Typical of the effects of 10 years of rainfall is this wreckage of a Bailey bridge, completely covered with vegetation

  One morning we stopped at a village market while a couple of our men worked on the Landrovers. All manner of natives dressed in all kinds of costumes gaped at us. "Strange-looking Charlies," remarked one of our mechanics as he wiped a black hand across a dusty face, filthy shirt dangling over shaggy shorts, unbathed for a fortnight, the whole apparition crowned by a tufted beard and a disintegrating straw hat. I wonder what the natives were saying.

Mistaken for Missionaries

  As we journeyed we found that, because of our black beards, we were frequently taken for Italian missionaries. We quickly corrected the mistake.

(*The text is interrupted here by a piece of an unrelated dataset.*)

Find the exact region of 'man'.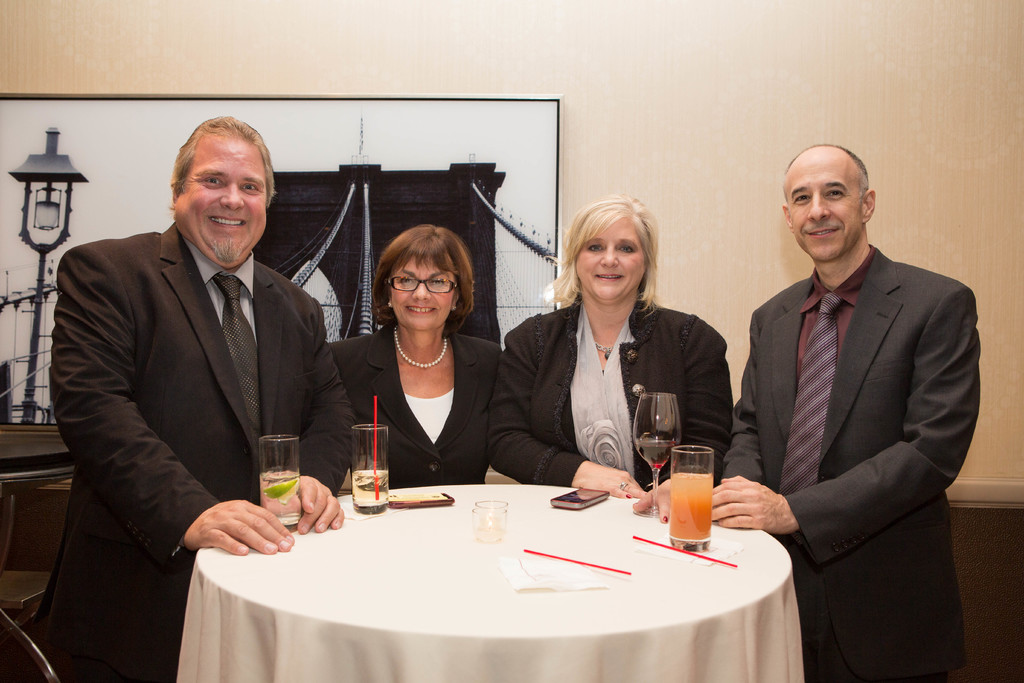
Exact region: select_region(31, 115, 355, 682).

A missionary had been shot by bandits only a month before.
  One night our camp was a quarter mile from the Chinese border and we could see on the other side what we later learned was the "Flying Tigers" last airbase. Two of our men poled across the frontier river in a bamboo raft to have a look, landed in China, exchanged a few words with a passing peasant and returned to be "brainwashed" by the rest of us.

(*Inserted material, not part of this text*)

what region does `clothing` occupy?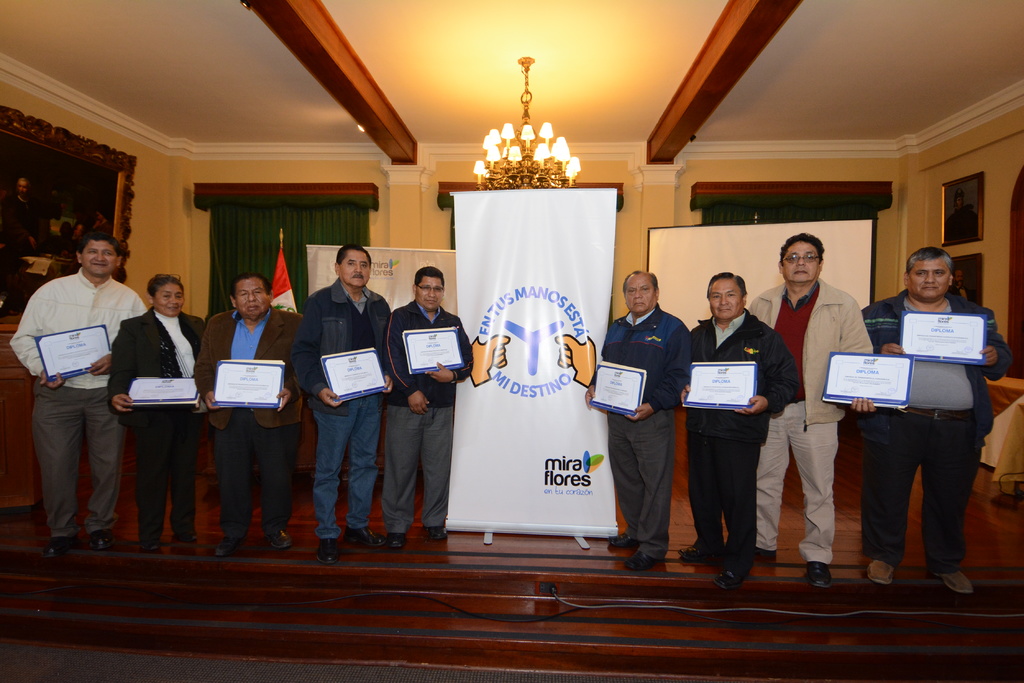
(left=605, top=306, right=705, bottom=550).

  Finally one morning our dirt track came to a crossing, and the other road was made of macadam. We had come to the Burma Road, and the end of Stilwell's impossible engineering feat. On a signpost: Kunming 606 miles.
  We had started our journey on the Stilwell Road partially to rediscover a wartime campaign. Instead, we found a smiling, delightful people. The tragedy we had expected lay not in the decay of the road, but in the impact of the war on a primitive people.
  In a way, we were glad the highway had become a forgotten one.